International Journal of Liberal Arts and Social Science Vol. 5 No. 9 December 2017 Revisiting the Budgetary Deficit Factor in the 1914 Amalgamation of Northern and Southern Protectorates: A Case Study of Zaria Province, 1903-1914 Dr Attahiru Ahmad SIFAWA Department of History, Faculty of Arts and social sciences, Sokoto State University Sokoto, Nigeria Email:
[email protected] Dr SIRAJO Muhammad Sokoto Faculty of Arts and Social Sciences, Department of Arabic and Islamic Studies Sokoto State University, Sokoto, Nigeria Murtala MARAFA Department of History Faculty of Arts and Social Sciences, Sokoto State University, Sokoto, Nigeria Email:
[email protected] Corresponding Author: Dr Attahiru Ahmad SIFAWA Sponsored by: Tertiary Education Trust Fund, Nigeria 1 International Journal of Liberal Arts and Social Science ISSN: 2307-924X www.ijlass.org Abstract One of the widely propagated notion on the British Administration of Northern Nigeria, and in particular, the 1914 Amalgamation of Northern and Southern protectorates was that the absence of seaboard and custom duties therefrom, and other sources of revenue, made the protectorate of Northern Nigeria depended mostly on direct taxation as its sources of revenue. The result was the inadequacy of the locally generated revenue to meet even the half of the region’s financial expenditure for over 10 years. Consequently, the huge budgetary deficit from the North had to be met with grant – in-aid which averaged about a quarter of a million sterling pounds from the British tax payers’ money annually. Northern Nigeria was thus amalgamated with Southern Nigeria in order to benefit from the latter’s huge budgetary surpluses and do away with imperial grant –in- aid from Britain.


What you will do ::
Retype each record exactly; no pictures.
[Working data]
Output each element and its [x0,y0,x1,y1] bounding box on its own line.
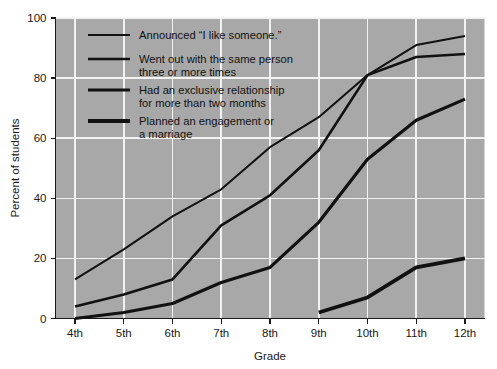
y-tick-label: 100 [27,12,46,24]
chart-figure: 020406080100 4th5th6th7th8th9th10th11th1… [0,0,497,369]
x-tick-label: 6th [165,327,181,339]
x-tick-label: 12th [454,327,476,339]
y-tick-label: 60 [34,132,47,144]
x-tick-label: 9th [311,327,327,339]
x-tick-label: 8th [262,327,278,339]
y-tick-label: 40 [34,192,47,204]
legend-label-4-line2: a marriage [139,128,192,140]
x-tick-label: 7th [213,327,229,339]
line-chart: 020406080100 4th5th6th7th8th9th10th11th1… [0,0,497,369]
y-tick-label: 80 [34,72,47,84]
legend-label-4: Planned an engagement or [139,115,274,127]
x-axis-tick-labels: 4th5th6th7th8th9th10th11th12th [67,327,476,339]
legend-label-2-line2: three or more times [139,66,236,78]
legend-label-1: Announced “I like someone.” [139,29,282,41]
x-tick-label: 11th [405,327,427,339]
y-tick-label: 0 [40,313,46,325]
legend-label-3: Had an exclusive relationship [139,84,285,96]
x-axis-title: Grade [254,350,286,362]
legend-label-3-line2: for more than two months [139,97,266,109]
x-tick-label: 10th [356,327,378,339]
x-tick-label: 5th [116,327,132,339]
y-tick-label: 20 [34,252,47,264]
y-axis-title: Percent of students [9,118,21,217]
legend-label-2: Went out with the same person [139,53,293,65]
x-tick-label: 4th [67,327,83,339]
[/Working data]
Answer below ::
Output each element and its [x0,y0,x1,y1] bounding box on its own line.
y-tick-label: 100 [27,12,46,24]
chart-figure: 020406080100 4th5th6th7th8th9th10th11th1… [0,0,497,369]
x-tick-label: 6th [165,327,181,339]
x-tick-label: 12th [454,327,476,339]
y-tick-label: 60 [34,132,47,144]
x-tick-label: 9th [311,327,327,339]
x-tick-label: 8th [262,327,278,339]
y-tick-label: 40 [34,192,47,204]
legend-label-4-line2: a marriage [139,128,192,140]
x-tick-label: 7th [213,327,229,339]
line-chart: 020406080100 4th5th6th7th8th9th10th11th1… [0,0,497,369]
y-tick-label: 80 [34,72,47,84]
legend-label-4: Planned an engagement or [139,115,274,127]
x-axis-tick-labels: 4th5th6th7th8th9th10th11th12th [67,327,476,339]
legend-label-2-line2: three or more times [139,66,236,78]
legend-label-1: Announced “I like someone.” [139,29,282,41]
x-tick-label: 11th [405,327,427,339]
y-tick-label: 0 [40,313,46,325]
legend-label-3: Had an exclusive relationship [139,84,285,96]
x-axis-title: Grade [254,350,286,362]
legend-label-3-line2: for more than two months [139,97,266,109]
x-tick-label: 10th [356,327,378,339]
x-tick-label: 5th [116,327,132,339]
y-tick-label: 20 [34,252,47,264]
y-axis-title: Percent of students [9,118,21,217]
legend-label-2: Went out with the same person [139,53,293,65]
x-tick-label: 4th [67,327,83,339]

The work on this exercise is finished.